There’s SpaceX, currently dabbling in a rocket called ‘Starship’, and everyone is familiar with what Tesla gets up to.
You may not have heard of Neuralink, though, which is a neural tech company Musk co-founded in 2016. It had flown mostly under the radar until July, when the company gave a public presentation.
This from Business Insider:
The big reveal was a tiny microchip that could, theoretically, be implanted behind a person’s ear with tiny threads containing electrodes fanning out into the brain.
The concept isn’t new…However, Elon Musk doesn’t want to stick with what is already possible. He said, in classic Muskian style, that apart from treating neural conditions such as Parkinson’s, he hopes that Neuralink could one day facilitate a “symbiosis” between humans and AI.
He also excitedly announced that the company had successfully got a monkey to “control a computer with its brain,” and that Neuralink hopes to start human testing “before the end of next year.”
I’m never too fond of the words “human testing”, but are Musk and his team just overstating what they will be able to do, or can they deliver the goods?
If you ask Andrew Hires, an assistant professor of neurobiology at the University of California, it’s a bit of both.
In the Neuralink presentation back in July, Hires said that Neuralink did illustrate three areas in which they may actually improve on the tech that already exists:
1. Floppy wires could move with the brain without causing damage
The wires on Neuralink’s proposed device uses Hires thinks could advance the field because of just how floppy they are. “The fact that they’re using these flexible wires is a significant innovation, particularly if they’re trying to get it into consumers,” said Hires.
Each wire is slightly slimmer than a human hair and carries electrodes which are both able to detect brain activity and – theoretically – stimulate it…
Floppy wires like the ones Neuralink described could potentially be a better solution for any device that’s going to spend a long period embedded in someone’s brain because they’re less likely to inflame or damage the tissue.
At this early stage, it’s not yet known whether or not the floppy wires are robust enough to last more than a few years.

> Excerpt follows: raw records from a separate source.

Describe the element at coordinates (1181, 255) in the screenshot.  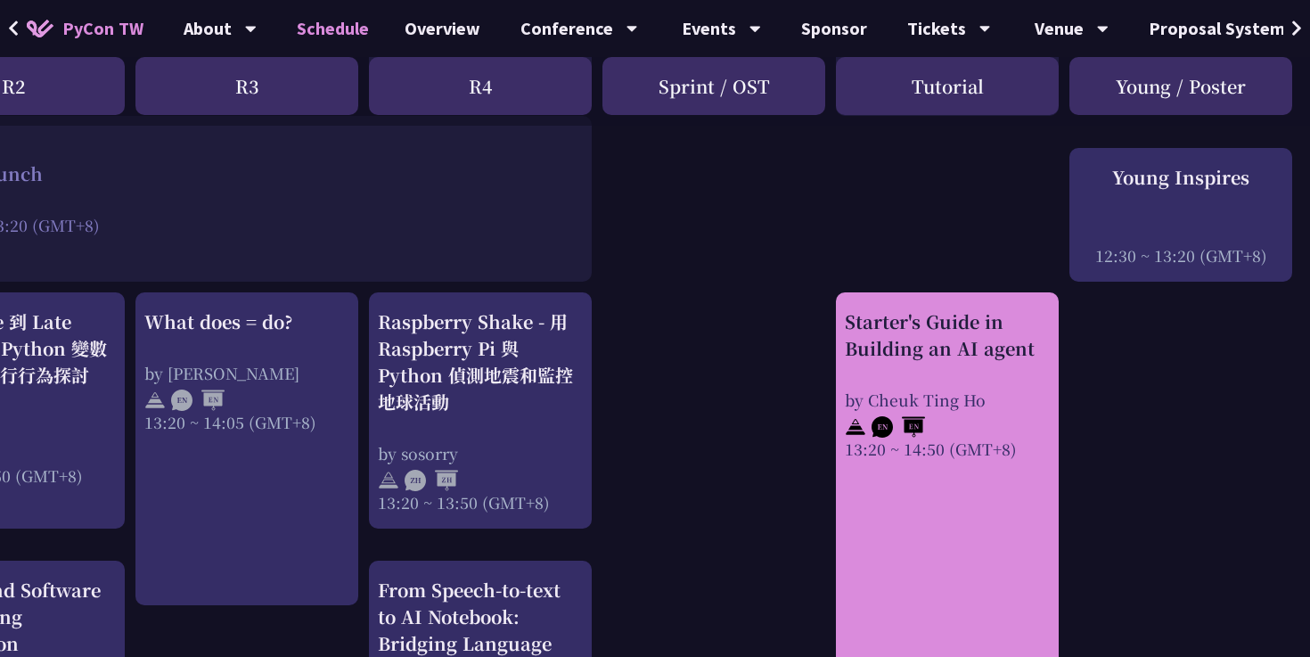
I see `div: 12:30 ~ 13:20 (GMT+8)` at that location.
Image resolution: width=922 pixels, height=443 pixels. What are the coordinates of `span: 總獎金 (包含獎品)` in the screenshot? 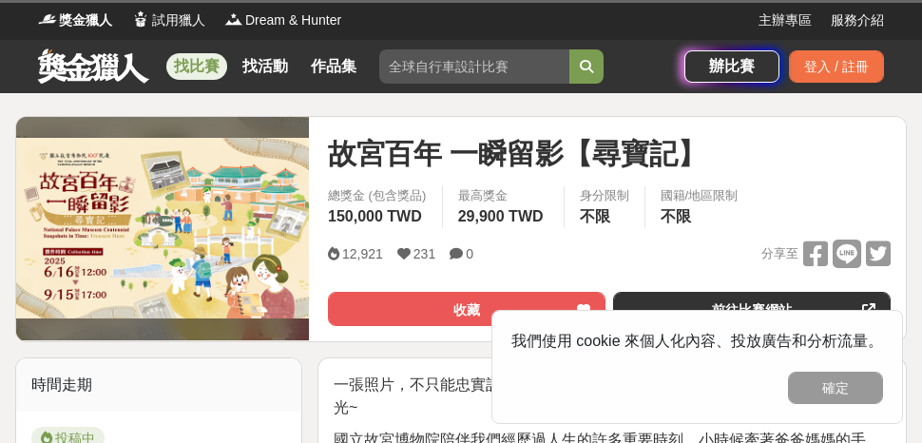 It's located at (377, 196).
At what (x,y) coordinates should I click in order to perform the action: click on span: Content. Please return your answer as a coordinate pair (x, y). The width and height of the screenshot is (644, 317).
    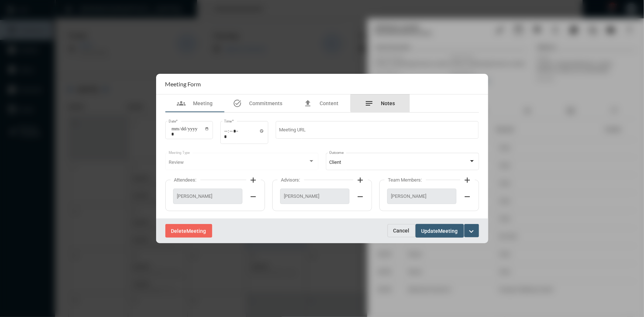
    Looking at the image, I should click on (329, 103).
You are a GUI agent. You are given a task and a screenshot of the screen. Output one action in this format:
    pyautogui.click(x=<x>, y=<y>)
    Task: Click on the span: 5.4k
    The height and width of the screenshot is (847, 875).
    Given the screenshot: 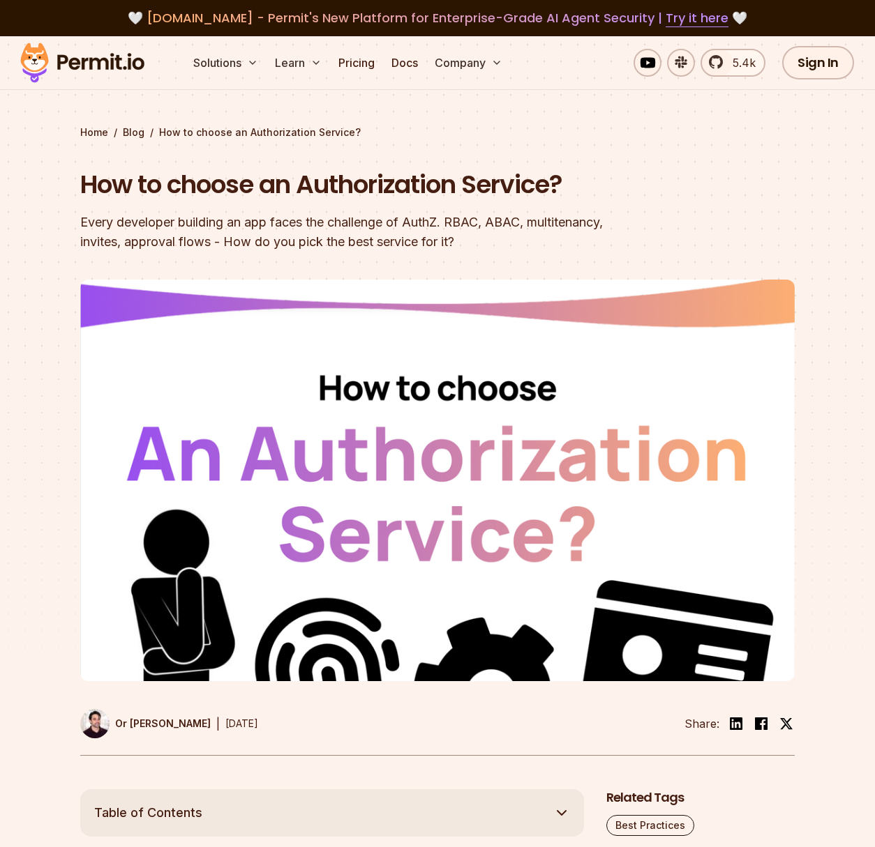 What is the action you would take?
    pyautogui.click(x=739, y=63)
    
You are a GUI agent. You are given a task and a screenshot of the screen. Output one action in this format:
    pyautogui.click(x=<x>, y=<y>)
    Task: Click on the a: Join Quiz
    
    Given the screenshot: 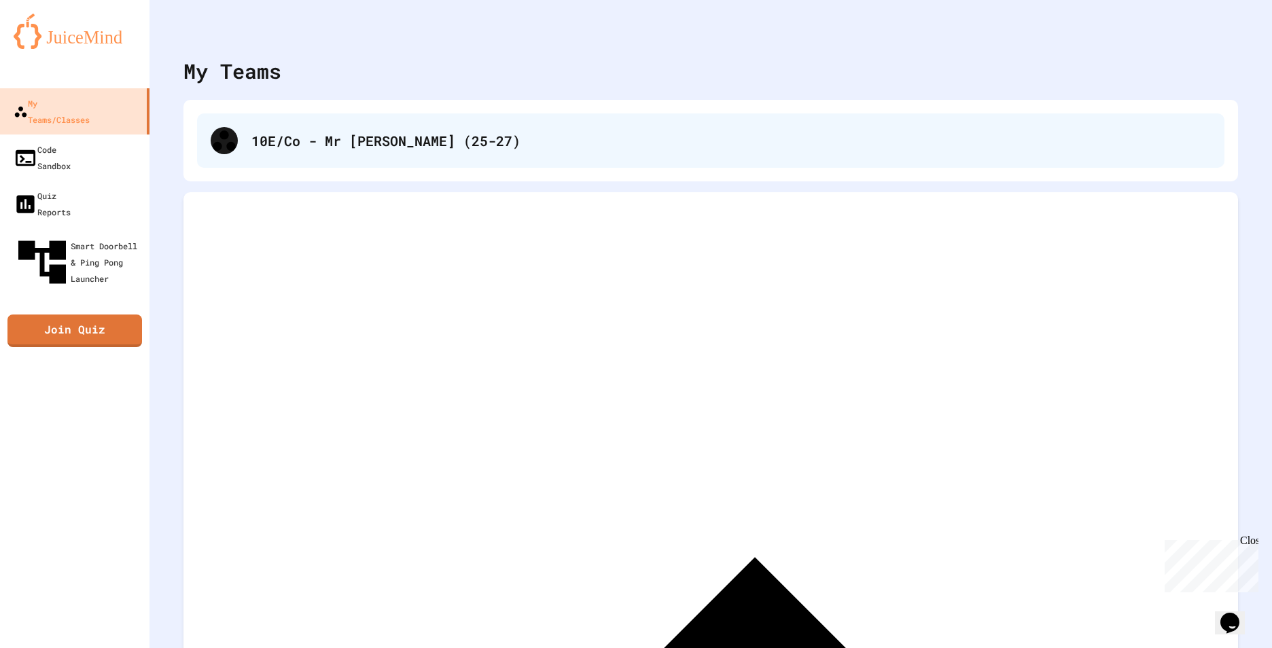 What is the action you would take?
    pyautogui.click(x=75, y=331)
    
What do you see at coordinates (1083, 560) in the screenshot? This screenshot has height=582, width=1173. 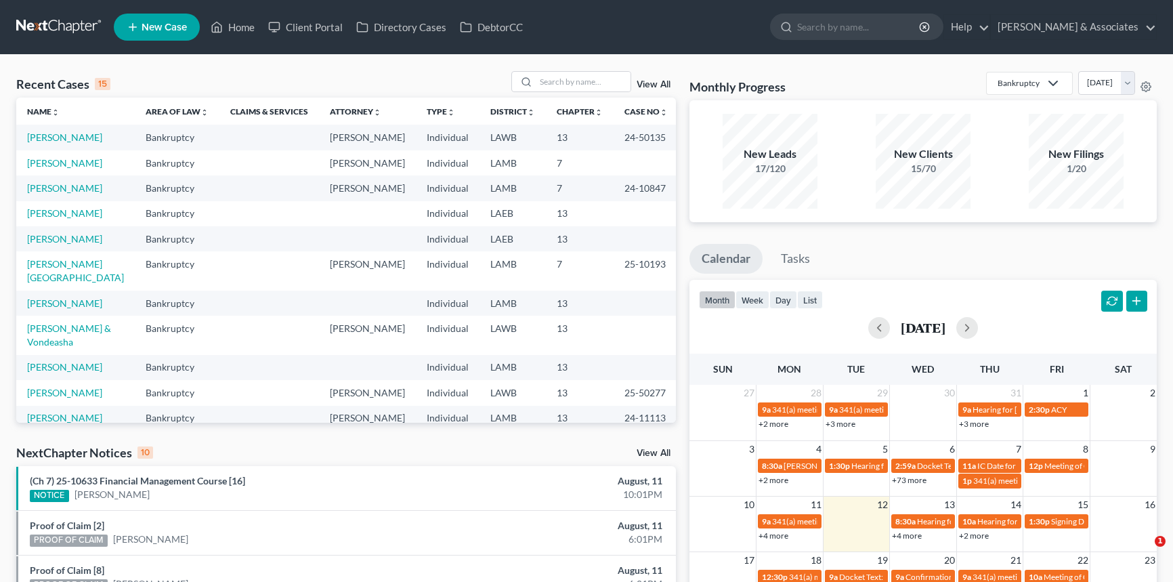 I see `span: 22` at bounding box center [1083, 560].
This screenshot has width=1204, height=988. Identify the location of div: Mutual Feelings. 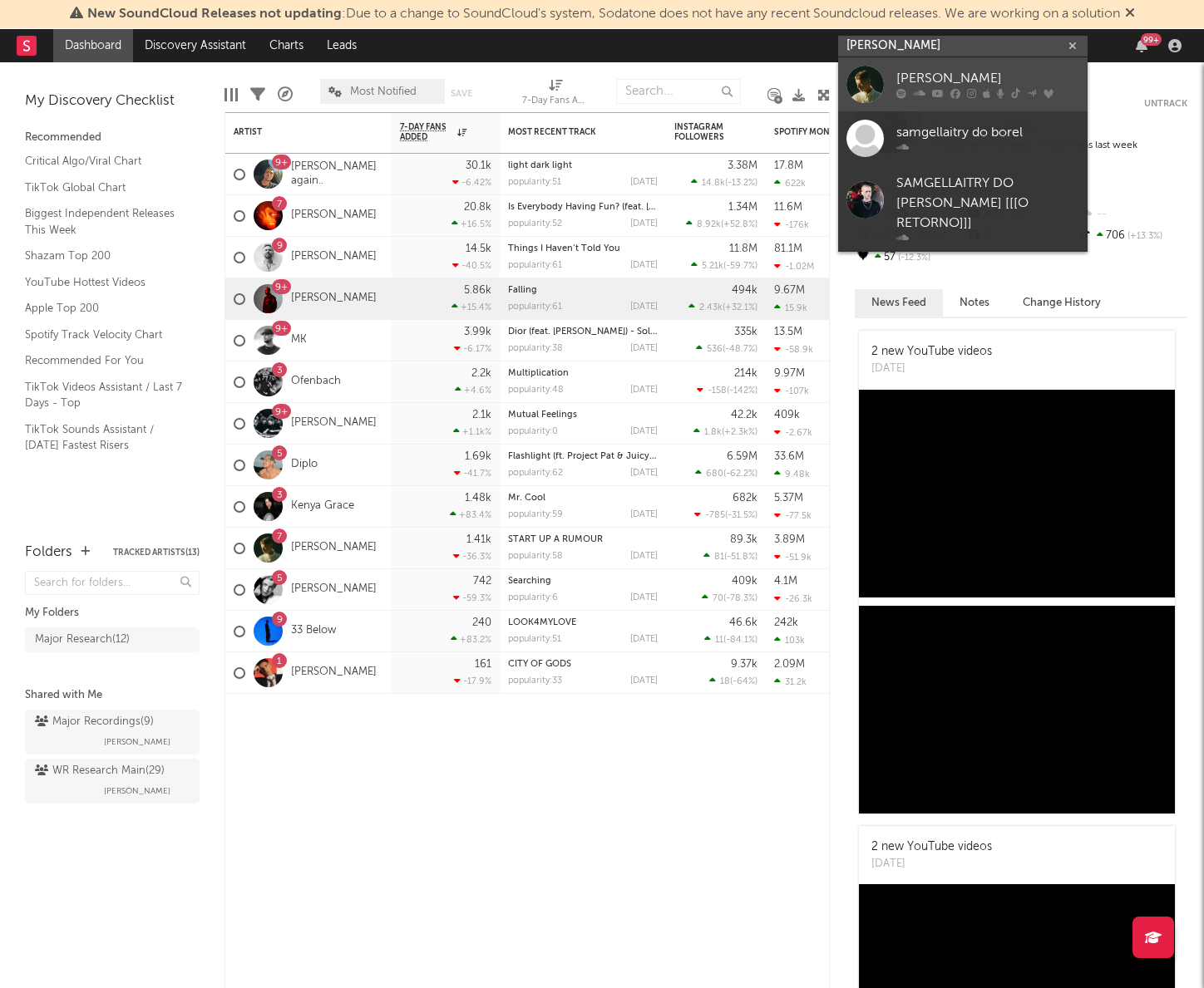
(583, 415).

2. A sewing machine instead of a surgeon
One big problem with floppy wires is they can be difficult to thread into the brain, and for this Neuralink has invented something entirely new. The probes would be inserted into the brain by a device not dissimilar to a sewing machine, which would use a stiff needle to poke the threads into place about 1 millimeter into the outer surface of the brain, or the cortex.
Hires said the idea of this sewing machine is “brand new” and a significant innovation. He has had to perform insertions of similar devices into the brains of mice by hand. “Doing this stuff by hand, these are very fine things… it’s very hard to have a steady enough hand to do these things manually,” he said.
On this front, Hires is particularly impressed, pointing to a feature called online motion correction, which counters the fact that the brain and its blood vessels naturally “jiggle around”.
3. A super-powered chip which translates brain activity
“There’s a problem with getting electrical signals out of the brain, and that is that they’re very small. And the farther they have to travel down a thin wire the more they’re going to get distorted by noise, because there’s always some electrical noise going on in the world around us. You want to be able to amplify and digitize the signal as close to the source as possible,” Hires said.
“From what they disclosed in their whitepaper, that chip looks beyond the state of the art… That’s going to enable you to record from more places with higher precision,” he said. “It’s sort of like upgrading your TV to go from standard definition to high definition,” he added.
Another neuroscientist, Dr. Rylie Green, agrees that the potential tech improvements mentioned above are a step in the right direction, adding that seeing all three being worked on together in one device is particularly impressive.
Before you start worrying that this is the beginning of the human race eventually succumbing to our robot overlords, it should be noted that one of the primary uses for Neurolink’s new tech would be to allow those with robotic limbs to actually “feel” touch:
“The first application you can imagine is better mental control for a robotic arm for someone who’s paralyzed,” said Hires. Green concurred with this, adding it could be used by patients with locked-in syndrome to give them “fine control” over robotic limbs.
Although neural control of robotic limbs has been around since 2012, Neuralink’s technology could enable the next big step – touch feedback, sometimes called haptic feedback. Theoretically, this could be possible if Neuralink’s chips recorded which areas of the brain are stimulated when we touch and interact with the world, and then the electrodes could use this information to stimulate the brains of people using robotic prostheses to simulate this sensation.
Long term, Musk did talk about facilitating the augmentation of human consciousness with artificial intelligence. Although the neuroscientists questioned didn’t entirely rule that out, they were more sceptical of the chances of success on that front.
Maybe, until we better understand the implications that kind of technology would bring with it, that’s a good thing.